I can't help but feel like one minute were are ok and we are going to arrive at the same destination so to speak and then the next it's all uncertainty. I told him it's not fair to me. I need to have a more clear understanding on where we stand and where we are going. He always says that he can't live without me and that he doesn't want to let me go. That he loves me and needs me more in his life now. And then later on, he'll say just because we love each other and care for one another doesn't mean we have to be together. We can be great friends. That "this is the beginning of everything." Pull and push pull and push. Ugh.
I've never been with him here before. I read around this site that this is common, and trust me, I am not a newbie to ptsd. We both aren't done and we have gone thru so so so much together, that it seems silly to throw it all away.
Insight/advice welcome from both sides. For supporters what did you do to better the situation? Did you stay and fight? When did you call it quits?
. Not any other relationship. Just him. I'm moving out. Today was hasty and a blur. I'm hurting.
These are the parts that stand out to me.
I've never been with him here before. If you both have been doing this for awhile, and this is brand new behavior? He likely doesn't know what's going on, either. Or how to cope with it. Much less the best/worst ways. It makes sense you two are struggling with it.
I told him it's not fair to me. I need to have a more clear understanding on where we stand and where we are going. If this is something you need, it's probably best to call it quits. At least for a time, given his current symptoms, I'd lay money he has no ability to meet that particular need right now, and probably won't for months if not longer. If it's a desire, instead of a need, then that can be worked with. But PTSD mid tailspin? Is like being rolled in a wave, or down a hill. The ability to tell which way is up? Vanishes. You might know briefly, and then get knocked over by another wave, or stop rolling down the hill, stand up, and fall off a cliff. When I'm bad I can't tell what the next hour will bring, much less tomorrow, and forget about next week. Longer? Oy vey. I'm used to planning things out by seasons & years. Being reduced to hours at best? Frustrating doesn't even begin to describe it. Mentally, it feels like the difference between sober/drunk. Not tipsy, buzzed, or anything that you retain some ability to think, but completely shitfaced, piss drunk. You can't just will yourself sober. The inability to grok the future? To think through the noise in my head? Sometimes I know Im being irrational, most often not. It's not that I don't want clearly defined goals & understanding. It's that I simply cannot process it. Stuck in survival mode & living moment to moment. It manifests differently in people, but it seems like most of us get to this place, at least occasionally. Everything sure becomes unsure, everything certain becomes question, and the only thing that's "real" is this moment. Irrational or not.
Did you stay and fight? When did you call it quits? As a sufferer I've always run. I don't have the energy to fight a battle on 2 different fronts, so once my relationship became a battle? I was gone. Don't usually have the energy to fight only on one front. So I've always left. To my great detriment. I've had people fight for me, and even come close to winning, but I've always managed to either give them the slip, or sabotage things badly enough I make them leave. This was before I knew it was PTSD. I don't know what I'd do now that I can see these patterns. Something that keeps striking me, however, is that we were taught to call "retreat" ... "fighting in a different direction". In reading on the supporters side... It seems like that's what allows things so often to work: allowing the space to get your head on straight, and picking back up. Accepting that there are times space & isolation is needed, and both allowing it and planning for it.
Today was hasty and a blur. In my own life, these days are usually both regrettable, and fixable. Not always, but usually. Also hardly confined to relationships. But haste & confusion are always signs I need to check myself, and see what damage has been done. LOL 'Marry in haste, repent at leisure' also comes to mind. Not as applying to your situation. Just that haste being the hallmark of emergencies or bad decisions, seems to be a theme throughout humanity.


◆ **ABOUT THIS TASK**: Extract the lines that carry the string "fill" from the listing.

◆ **PROVIDED ENTRIES**:
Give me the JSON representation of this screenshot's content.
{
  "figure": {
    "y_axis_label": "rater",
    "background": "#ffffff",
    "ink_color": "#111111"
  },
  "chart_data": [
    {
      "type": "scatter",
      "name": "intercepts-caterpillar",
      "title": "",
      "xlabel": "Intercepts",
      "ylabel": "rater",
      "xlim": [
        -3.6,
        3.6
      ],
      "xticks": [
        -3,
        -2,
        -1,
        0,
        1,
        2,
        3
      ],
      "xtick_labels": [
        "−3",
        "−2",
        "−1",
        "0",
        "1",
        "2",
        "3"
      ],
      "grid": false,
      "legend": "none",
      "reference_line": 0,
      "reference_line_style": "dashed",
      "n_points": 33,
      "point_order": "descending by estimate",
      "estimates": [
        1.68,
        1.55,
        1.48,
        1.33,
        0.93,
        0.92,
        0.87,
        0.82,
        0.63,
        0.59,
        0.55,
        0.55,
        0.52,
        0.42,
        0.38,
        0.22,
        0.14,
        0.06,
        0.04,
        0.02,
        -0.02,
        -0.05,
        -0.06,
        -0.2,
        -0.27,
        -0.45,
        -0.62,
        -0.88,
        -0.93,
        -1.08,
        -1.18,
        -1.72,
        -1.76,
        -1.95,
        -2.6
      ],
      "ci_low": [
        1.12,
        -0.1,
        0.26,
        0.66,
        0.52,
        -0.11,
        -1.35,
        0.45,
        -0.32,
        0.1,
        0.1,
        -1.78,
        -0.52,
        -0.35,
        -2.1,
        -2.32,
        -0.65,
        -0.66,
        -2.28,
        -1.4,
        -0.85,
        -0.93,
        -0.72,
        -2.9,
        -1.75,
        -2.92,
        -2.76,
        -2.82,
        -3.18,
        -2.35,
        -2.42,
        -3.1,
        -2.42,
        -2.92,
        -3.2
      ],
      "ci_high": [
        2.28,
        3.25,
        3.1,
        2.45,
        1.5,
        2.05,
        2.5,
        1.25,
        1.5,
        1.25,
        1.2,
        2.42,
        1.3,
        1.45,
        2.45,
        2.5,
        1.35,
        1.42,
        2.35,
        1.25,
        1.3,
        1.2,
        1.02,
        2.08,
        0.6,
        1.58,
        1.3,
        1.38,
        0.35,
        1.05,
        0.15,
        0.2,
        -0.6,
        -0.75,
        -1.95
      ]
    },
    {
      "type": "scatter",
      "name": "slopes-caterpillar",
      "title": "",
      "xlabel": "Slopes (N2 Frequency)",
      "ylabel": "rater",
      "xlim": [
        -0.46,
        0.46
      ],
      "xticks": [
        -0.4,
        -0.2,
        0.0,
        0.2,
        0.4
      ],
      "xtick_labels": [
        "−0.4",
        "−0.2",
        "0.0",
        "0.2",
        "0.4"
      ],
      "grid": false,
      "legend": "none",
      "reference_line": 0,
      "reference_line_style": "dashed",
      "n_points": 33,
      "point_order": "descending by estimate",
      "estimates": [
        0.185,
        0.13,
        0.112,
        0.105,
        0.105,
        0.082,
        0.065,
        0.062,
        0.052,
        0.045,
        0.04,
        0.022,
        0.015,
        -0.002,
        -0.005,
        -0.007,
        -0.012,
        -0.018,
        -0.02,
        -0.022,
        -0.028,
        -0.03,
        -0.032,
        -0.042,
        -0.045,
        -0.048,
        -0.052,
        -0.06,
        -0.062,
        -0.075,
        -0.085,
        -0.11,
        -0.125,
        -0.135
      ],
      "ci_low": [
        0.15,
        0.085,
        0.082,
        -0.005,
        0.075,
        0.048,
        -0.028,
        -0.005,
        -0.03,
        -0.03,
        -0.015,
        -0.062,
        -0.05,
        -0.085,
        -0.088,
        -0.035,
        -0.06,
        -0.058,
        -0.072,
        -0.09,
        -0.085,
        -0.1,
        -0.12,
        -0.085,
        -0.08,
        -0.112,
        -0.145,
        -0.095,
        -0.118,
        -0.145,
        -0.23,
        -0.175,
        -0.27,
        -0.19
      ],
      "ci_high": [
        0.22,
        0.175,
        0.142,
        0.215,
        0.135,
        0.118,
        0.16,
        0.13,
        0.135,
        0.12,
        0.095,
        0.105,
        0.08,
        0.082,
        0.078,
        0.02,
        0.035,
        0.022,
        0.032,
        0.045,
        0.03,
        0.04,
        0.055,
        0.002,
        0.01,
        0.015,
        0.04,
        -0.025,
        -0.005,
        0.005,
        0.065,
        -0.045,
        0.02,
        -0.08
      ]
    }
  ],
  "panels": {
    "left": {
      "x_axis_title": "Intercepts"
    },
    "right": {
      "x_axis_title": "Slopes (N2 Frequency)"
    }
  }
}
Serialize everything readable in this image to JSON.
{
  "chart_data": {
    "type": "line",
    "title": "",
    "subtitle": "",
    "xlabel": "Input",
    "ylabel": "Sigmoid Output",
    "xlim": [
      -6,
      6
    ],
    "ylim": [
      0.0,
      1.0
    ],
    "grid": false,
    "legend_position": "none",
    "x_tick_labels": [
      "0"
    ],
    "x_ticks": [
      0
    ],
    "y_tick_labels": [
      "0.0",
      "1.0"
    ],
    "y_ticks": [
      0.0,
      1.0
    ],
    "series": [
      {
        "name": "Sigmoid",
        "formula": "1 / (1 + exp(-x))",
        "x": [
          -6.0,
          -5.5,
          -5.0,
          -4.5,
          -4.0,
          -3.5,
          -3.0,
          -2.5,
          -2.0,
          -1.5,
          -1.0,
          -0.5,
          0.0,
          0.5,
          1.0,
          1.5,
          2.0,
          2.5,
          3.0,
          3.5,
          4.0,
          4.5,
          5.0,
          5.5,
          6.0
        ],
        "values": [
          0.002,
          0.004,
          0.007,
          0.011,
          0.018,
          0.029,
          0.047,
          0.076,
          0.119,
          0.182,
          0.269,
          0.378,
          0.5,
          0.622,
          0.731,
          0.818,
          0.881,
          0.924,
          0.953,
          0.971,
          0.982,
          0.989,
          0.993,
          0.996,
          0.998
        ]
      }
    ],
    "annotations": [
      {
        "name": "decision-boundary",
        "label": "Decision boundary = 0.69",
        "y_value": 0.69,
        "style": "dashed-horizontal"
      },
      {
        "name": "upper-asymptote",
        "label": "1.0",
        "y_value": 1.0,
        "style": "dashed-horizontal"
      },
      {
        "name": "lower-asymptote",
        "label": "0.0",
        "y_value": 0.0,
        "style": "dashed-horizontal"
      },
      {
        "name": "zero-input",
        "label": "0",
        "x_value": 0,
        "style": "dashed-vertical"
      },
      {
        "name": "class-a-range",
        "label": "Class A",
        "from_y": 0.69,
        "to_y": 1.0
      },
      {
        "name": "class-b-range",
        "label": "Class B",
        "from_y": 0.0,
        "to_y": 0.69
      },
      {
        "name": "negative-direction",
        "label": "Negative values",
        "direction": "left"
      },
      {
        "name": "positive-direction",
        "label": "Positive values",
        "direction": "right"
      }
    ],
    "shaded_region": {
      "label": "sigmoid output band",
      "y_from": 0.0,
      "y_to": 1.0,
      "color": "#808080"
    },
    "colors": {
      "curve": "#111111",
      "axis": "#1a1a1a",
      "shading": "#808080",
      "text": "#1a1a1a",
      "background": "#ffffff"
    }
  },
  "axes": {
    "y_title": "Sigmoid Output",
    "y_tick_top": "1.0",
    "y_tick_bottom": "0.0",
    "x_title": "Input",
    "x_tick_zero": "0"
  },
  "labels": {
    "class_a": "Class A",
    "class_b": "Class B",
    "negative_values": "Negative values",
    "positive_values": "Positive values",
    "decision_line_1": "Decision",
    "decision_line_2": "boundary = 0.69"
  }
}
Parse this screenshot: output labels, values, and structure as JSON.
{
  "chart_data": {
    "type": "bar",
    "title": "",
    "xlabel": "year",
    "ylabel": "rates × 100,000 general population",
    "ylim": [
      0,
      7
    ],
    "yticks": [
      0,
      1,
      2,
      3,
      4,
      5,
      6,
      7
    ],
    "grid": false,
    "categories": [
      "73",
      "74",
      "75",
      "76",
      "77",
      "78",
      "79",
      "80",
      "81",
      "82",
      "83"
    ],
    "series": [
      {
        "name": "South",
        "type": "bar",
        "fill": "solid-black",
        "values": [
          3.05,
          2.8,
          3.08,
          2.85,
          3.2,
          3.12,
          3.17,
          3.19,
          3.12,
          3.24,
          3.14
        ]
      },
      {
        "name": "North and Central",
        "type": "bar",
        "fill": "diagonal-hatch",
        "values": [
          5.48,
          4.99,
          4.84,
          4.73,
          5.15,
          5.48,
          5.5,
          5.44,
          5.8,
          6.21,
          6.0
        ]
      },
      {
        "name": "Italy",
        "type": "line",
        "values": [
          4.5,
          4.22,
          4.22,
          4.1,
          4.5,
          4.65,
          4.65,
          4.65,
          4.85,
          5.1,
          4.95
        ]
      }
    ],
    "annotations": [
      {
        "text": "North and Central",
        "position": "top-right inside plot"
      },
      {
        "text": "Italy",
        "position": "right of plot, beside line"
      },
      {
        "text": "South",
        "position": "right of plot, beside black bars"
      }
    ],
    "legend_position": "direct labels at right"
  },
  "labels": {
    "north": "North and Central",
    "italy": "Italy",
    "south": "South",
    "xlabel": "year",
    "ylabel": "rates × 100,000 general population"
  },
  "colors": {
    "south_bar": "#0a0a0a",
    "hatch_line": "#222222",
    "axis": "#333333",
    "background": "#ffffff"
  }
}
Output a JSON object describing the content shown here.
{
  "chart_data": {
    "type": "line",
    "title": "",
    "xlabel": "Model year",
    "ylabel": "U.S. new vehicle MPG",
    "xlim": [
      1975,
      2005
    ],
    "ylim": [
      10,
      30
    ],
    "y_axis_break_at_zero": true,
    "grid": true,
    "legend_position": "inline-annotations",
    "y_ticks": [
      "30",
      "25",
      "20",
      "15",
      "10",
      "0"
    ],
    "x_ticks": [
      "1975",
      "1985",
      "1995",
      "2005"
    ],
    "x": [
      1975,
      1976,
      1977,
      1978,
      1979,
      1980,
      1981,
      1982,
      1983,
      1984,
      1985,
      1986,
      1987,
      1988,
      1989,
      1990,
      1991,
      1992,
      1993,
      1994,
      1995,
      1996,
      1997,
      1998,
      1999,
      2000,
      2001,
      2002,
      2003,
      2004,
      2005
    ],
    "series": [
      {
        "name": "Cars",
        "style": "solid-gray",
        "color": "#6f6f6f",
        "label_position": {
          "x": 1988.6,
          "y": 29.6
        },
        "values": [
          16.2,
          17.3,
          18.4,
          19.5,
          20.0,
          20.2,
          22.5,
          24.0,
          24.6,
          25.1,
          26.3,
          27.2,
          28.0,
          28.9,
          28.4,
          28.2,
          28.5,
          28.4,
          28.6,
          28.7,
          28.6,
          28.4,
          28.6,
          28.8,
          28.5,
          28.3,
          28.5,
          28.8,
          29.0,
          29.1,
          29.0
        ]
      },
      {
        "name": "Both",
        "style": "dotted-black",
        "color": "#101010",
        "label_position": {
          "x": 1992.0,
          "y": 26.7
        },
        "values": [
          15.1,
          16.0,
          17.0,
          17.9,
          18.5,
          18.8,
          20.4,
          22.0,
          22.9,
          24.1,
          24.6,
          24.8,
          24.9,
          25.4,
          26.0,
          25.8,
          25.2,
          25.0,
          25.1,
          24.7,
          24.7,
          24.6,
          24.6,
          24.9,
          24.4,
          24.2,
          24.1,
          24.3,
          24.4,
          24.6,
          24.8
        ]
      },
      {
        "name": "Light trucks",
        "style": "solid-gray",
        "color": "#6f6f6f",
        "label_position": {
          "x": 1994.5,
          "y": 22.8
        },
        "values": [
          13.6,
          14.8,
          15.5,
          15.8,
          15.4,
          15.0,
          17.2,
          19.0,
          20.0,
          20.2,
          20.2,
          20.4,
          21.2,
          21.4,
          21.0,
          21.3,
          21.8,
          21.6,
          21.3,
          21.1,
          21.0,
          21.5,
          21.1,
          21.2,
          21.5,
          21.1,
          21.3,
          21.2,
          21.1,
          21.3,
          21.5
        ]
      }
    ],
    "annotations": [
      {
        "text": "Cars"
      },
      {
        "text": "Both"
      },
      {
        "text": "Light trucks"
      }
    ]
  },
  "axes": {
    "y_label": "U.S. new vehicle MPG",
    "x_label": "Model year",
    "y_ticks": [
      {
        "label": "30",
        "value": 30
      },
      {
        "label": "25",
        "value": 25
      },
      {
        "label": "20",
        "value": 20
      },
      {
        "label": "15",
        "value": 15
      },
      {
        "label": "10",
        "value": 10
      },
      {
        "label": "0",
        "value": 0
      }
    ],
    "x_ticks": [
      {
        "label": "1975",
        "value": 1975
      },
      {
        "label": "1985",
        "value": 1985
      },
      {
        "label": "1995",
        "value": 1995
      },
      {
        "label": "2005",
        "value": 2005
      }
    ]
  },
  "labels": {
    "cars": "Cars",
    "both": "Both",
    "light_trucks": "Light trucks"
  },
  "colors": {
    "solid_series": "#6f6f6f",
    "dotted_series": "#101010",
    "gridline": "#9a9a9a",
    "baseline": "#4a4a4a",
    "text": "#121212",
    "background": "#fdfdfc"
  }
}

◆ **RESULT FOR THIS TASK**:
        "fill": "solid-black",
        "fill": "diagonal-hatch",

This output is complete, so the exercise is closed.